The cannabis was found with the remains of a man who was approximately 35 years old when he died and was buried in the Jiayi cemetery in the Turpan Basin. Pictured: A grow light shines through the leaves of a cannabis plant at Northern Lights grow facility in Denver, Colorado on March 27, 2014. (Seth McConnell, The Denver Post)

Tales from the crypt: Cannabis burial find dates back thousands of years

Scientists in China recently made an exciting discovery – uncovering what they call an “extraordinary cache” of cannabis at a burial site that’s thought to be about 2,500 years old.

The find was originally documented in the academic journal Economic Botany. According to a National Geographic report, the cannabis was found with the remains of a man who was approximately 35 years old when he died and was buried in the Jiayi cemetery in the Turpan Basin, a stop on the Silk Road in what is now Xinjiang in western China:

Thirteen cannabis plants, each up to almost three feet long, were placed diagonally across the man’s chest, with the roots oriented beneath his pelvis and the tops of the plants extending from just under his chin, up and alongside the left side of his face.

Archaeologist Hongen Jiang says the discovery adds to earlier scientific data that suggests cannabis consumption was “very popular” thousands of years ago along the Eurasian Steppe: a belt of grasslands and savannahs that stretches thousands of miles from Hungary to Manchuria.

The National Geographic report notes that while previous discoveries of cannabis in Turpan burials found only certain parts of cannabis plants, the marijuana unearthed in this tomb was different.

The plants in the Jiayi burial, however, were found lying flat on the man’s body, leading archaeologists to conclude that the cannabis had been fresh — and therefore local — when it was harvested for the burial.

In addition, while nearly all of the flowering heads of the 13 female plants had been cut off before they were placed on the body, a few that remained were nearly ripe and contained some immature fruit, suggesting that the plants were collected — and that the burial occurred — in late summer.

Cannabis is one of the world’s oldest cultivated plants; and its use in cloth, fiber and food in its hemp form is well-documented.

However, no hemp textiles have been found in Turpan burials, and the seeds of the plants in the Jiayi burial are too small to serve as a practical food source, archaeologist Jiang notes.

Meanwhile, the flowering heads of the Jiayi plants were covered with glandular trichomes, a sort of tiny plant “hair” that in cannabis secretes resin containing psychoactive cannabinoids such as THC. The researchers suspect that this marijuana was grown and harvested for its psychoactive resin, which may have been inhaled as a sort of incense or consumed in a beverage for ritual or medicinal purposes.

All of which suggests that consuming cannabis to get high might be part of a very old and time-honored tradition, dating back to our ancient ancestors.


PROBLEM » Could you copy each line of the entries that contains "diagram"?

*** RECORDED INFORMATION Section Begins ***

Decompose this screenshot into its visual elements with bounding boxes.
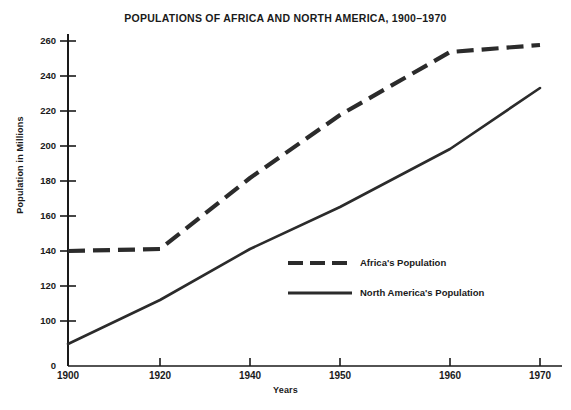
- legend-label-africa: Africa's Population: [360, 257, 446, 268]
- series-line-africa: [68, 45, 540, 251]
- legend-label-north-america: North America's Population: [360, 287, 484, 298]
- chart-container: POPULATIONS OF AFRICA AND NORTH AMERICA,…: [0, 0, 571, 410]
- series-line-north-america: [68, 88, 540, 344]
- plot-area: [0, 0, 571, 410]
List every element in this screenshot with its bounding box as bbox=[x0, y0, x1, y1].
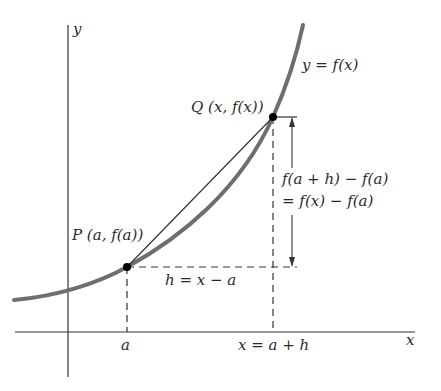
curve-label: y = f(x) bbox=[302, 58, 358, 73]
curve-f bbox=[14, 25, 303, 300]
secant-diagram: y x y = f(x) Q (x, f(x)) P (a, f(a)) h =… bbox=[0, 0, 441, 391]
point-p bbox=[123, 263, 131, 271]
y-axis-label: y bbox=[73, 22, 81, 37]
vertical-gap-label-1: f(a + h) − f(a) bbox=[282, 172, 388, 187]
diagram-canvas bbox=[0, 0, 441, 391]
x-axis-label: x bbox=[406, 333, 414, 348]
tick-label-a: a bbox=[121, 338, 130, 353]
point-q bbox=[269, 113, 277, 121]
arrow-up-head bbox=[289, 117, 295, 127]
vertical-gap-label-2: = f(x) − f(a) bbox=[282, 194, 373, 209]
arrow-down-head bbox=[289, 257, 295, 267]
secant-line bbox=[127, 117, 273, 267]
point-p-label: P (a, f(a)) bbox=[72, 228, 143, 243]
h-gap-label: h = x − a bbox=[165, 273, 236, 288]
point-q-label: Q (x, f(x)) bbox=[191, 100, 263, 115]
tick-label-x: x = a + h bbox=[238, 338, 309, 353]
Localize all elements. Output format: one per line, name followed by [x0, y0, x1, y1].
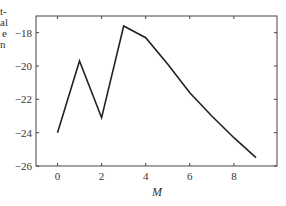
- y-tick-label: −24: [15, 127, 33, 139]
- plot-axes: 02468−18−20−22−24−26: [15, 16, 277, 182]
- x-tick-label: 0: [55, 170, 61, 182]
- y-tick-label: −22: [15, 93, 32, 105]
- x-tick-label: 8: [231, 170, 237, 182]
- y-tick-label: −26: [15, 160, 33, 172]
- x-tick-label: 2: [99, 170, 105, 182]
- x-axis-label: M: [151, 185, 163, 199]
- y-tick-label: −18: [15, 27, 33, 39]
- x-tick-label: 6: [187, 170, 193, 182]
- y-tick-label: −20: [15, 60, 33, 72]
- line-chart: 02468−18−20−22−24−26 M: [0, 0, 286, 206]
- data-line: [58, 26, 257, 158]
- x-tick-label: 4: [143, 170, 149, 182]
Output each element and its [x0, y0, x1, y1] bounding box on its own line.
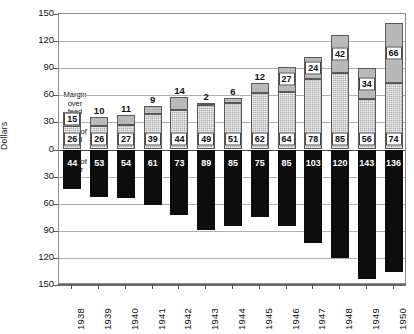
- value-label-cost-of-feed: 74: [386, 132, 402, 145]
- y-tick-mark: [53, 258, 58, 259]
- y-tick-label: 120: [20, 252, 54, 262]
- y-axis-tick-labels: 1501209060300306090120150: [16, 0, 54, 334]
- x-tick-label-1948: 1948: [344, 308, 354, 330]
- y-tick-label: 60: [20, 89, 54, 99]
- x-tick-label-1946: 1946: [291, 308, 301, 330]
- value-label-cost-of-feed: 64: [279, 132, 295, 145]
- gridline: [59, 41, 405, 42]
- y-tick-label: 0: [20, 144, 54, 154]
- y-tick-label: 90: [20, 225, 54, 235]
- value-label-cost-of-steer: 53: [94, 158, 104, 167]
- value-label-cost-of-steer: 136: [386, 158, 401, 167]
- y-tick-label: 150: [20, 8, 54, 18]
- y-tick-mark: [53, 14, 58, 15]
- value-label-cost-of-steer: 120: [333, 158, 348, 167]
- y-tick-label: 30: [20, 116, 54, 126]
- value-label-cost-of-feed: 44: [171, 132, 187, 145]
- bar-segment-margin-over-feed: [90, 117, 108, 126]
- y-tick-label: 120: [20, 35, 54, 45]
- stacked-bar-chart: Dollars 1501209060300306090120150 Margin…: [0, 0, 414, 334]
- gridline: [59, 258, 405, 259]
- y-tick-label: 60: [20, 198, 54, 208]
- value-label-margin-over-feed: 11: [121, 104, 131, 114]
- bar-segment-cost-of-steer: [385, 150, 403, 273]
- value-label-margin-over-feed: 24: [305, 62, 321, 75]
- x-tick-mark: [259, 284, 260, 289]
- bar-segment-margin-over-feed: [224, 98, 242, 103]
- value-label-margin-over-feed: 42: [332, 47, 348, 60]
- y-tick-mark: [53, 41, 58, 42]
- y-axis-title: Dollars: [0, 121, 9, 150]
- x-tick-mark: [178, 284, 179, 289]
- y-tick-label: 150: [20, 279, 54, 289]
- bar-segment-margin-over-feed: [144, 106, 162, 114]
- x-tick-label-1950: 1950: [398, 308, 408, 330]
- bar-segment-margin-over-feed: [197, 103, 215, 105]
- bar-segment-cost-of-steer: [63, 150, 81, 190]
- value-label-cost-of-feed: 51: [225, 132, 241, 145]
- value-label-cost-of-steer: 54: [121, 158, 131, 167]
- x-tick-mark: [366, 284, 367, 289]
- x-tick-label-1945: 1945: [264, 308, 274, 330]
- x-tick-label-1949: 1949: [371, 308, 381, 330]
- x-tick-label-1943: 1943: [210, 308, 220, 330]
- value-label-cost-of-steer: 85: [228, 158, 238, 167]
- x-tick-label-1940: 1940: [130, 308, 140, 330]
- x-tick-mark: [152, 284, 153, 289]
- value-label-cost-of-feed: 49: [198, 132, 214, 145]
- y-tick-mark: [53, 231, 58, 232]
- plot-area: Margin over feed Cost of feed Cost of st…: [58, 13, 406, 284]
- value-label-cost-of-feed: 78: [305, 132, 321, 145]
- x-tick-label-1938: 1938: [76, 308, 86, 330]
- y-tick-mark: [53, 177, 58, 178]
- x-tick-mark: [286, 284, 287, 289]
- value-label-cost-of-feed: 27: [118, 132, 134, 145]
- value-label-cost-of-steer: 44: [67, 158, 77, 167]
- gridline: [59, 68, 405, 69]
- value-label-margin-over-feed: 14: [174, 86, 185, 96]
- x-tick-mark: [98, 284, 99, 289]
- x-tick-mark: [125, 284, 126, 289]
- value-label-cost-of-feed: 26: [91, 132, 107, 145]
- value-label-cost-of-feed: 39: [145, 132, 161, 145]
- x-tick-label-1939: 1939: [103, 308, 113, 330]
- value-label-margin-over-feed: 2: [204, 92, 209, 102]
- y-tick-label: 30: [20, 171, 54, 181]
- value-label-cost-of-feed: 56: [359, 132, 375, 145]
- gridline: [59, 231, 405, 232]
- y-tick-mark: [53, 95, 58, 96]
- x-tick-mark: [393, 284, 394, 289]
- y-tick-mark: [53, 122, 58, 123]
- value-label-margin-over-feed: 66: [386, 46, 402, 59]
- x-tick-label-1947: 1947: [317, 308, 327, 330]
- value-label-cost-of-steer: 89: [201, 158, 211, 167]
- x-tick-mark: [312, 284, 313, 289]
- y-tick-label: 90: [20, 62, 54, 72]
- x-tick-label-1941: 1941: [157, 308, 167, 330]
- value-label-margin-over-feed: 6: [230, 87, 235, 97]
- y-tick-mark: [53, 150, 58, 151]
- value-label-cost-of-feed: 62: [252, 132, 268, 145]
- x-tick-mark: [339, 284, 340, 289]
- value-label-margin-over-feed: 10: [94, 106, 105, 116]
- x-tick-label-1944: 1944: [237, 308, 247, 330]
- value-label-cost-of-feed: 85: [332, 132, 348, 145]
- value-label-cost-of-feed: 26: [64, 132, 80, 145]
- y-tick-mark: [53, 204, 58, 205]
- bar-segment-margin-over-feed: [170, 97, 188, 110]
- value-label-margin-over-feed: 34: [359, 77, 375, 90]
- bar-segment-margin-over-feed: [117, 115, 135, 125]
- x-tick-label-1942: 1942: [183, 308, 193, 330]
- value-label-margin-over-feed: 12: [254, 72, 265, 82]
- x-tick-mark: [205, 284, 206, 289]
- x-tick-mark: [232, 284, 233, 289]
- y-tick-mark: [53, 68, 58, 69]
- value-label-cost-of-steer: 61: [148, 158, 158, 167]
- value-label-cost-of-steer: 75: [255, 158, 265, 167]
- x-tick-mark: [71, 284, 72, 289]
- value-label-margin-over-feed: 27: [279, 73, 295, 86]
- value-label-cost-of-steer: 73: [174, 158, 184, 167]
- value-label-margin-over-feed: 15: [64, 113, 80, 126]
- value-label-cost-of-steer: 103: [306, 158, 321, 167]
- value-label-cost-of-steer: 85: [282, 158, 292, 167]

*** RECORDED INFORMATION Section Ends ***

EXERCISE ANSWER »
secant-diagram: y x y = f(x) Q (x, f(x)) P (a, f(a)) h =… bbox=[0, 0, 441, 391]
diagram-canvas bbox=[0, 0, 441, 391]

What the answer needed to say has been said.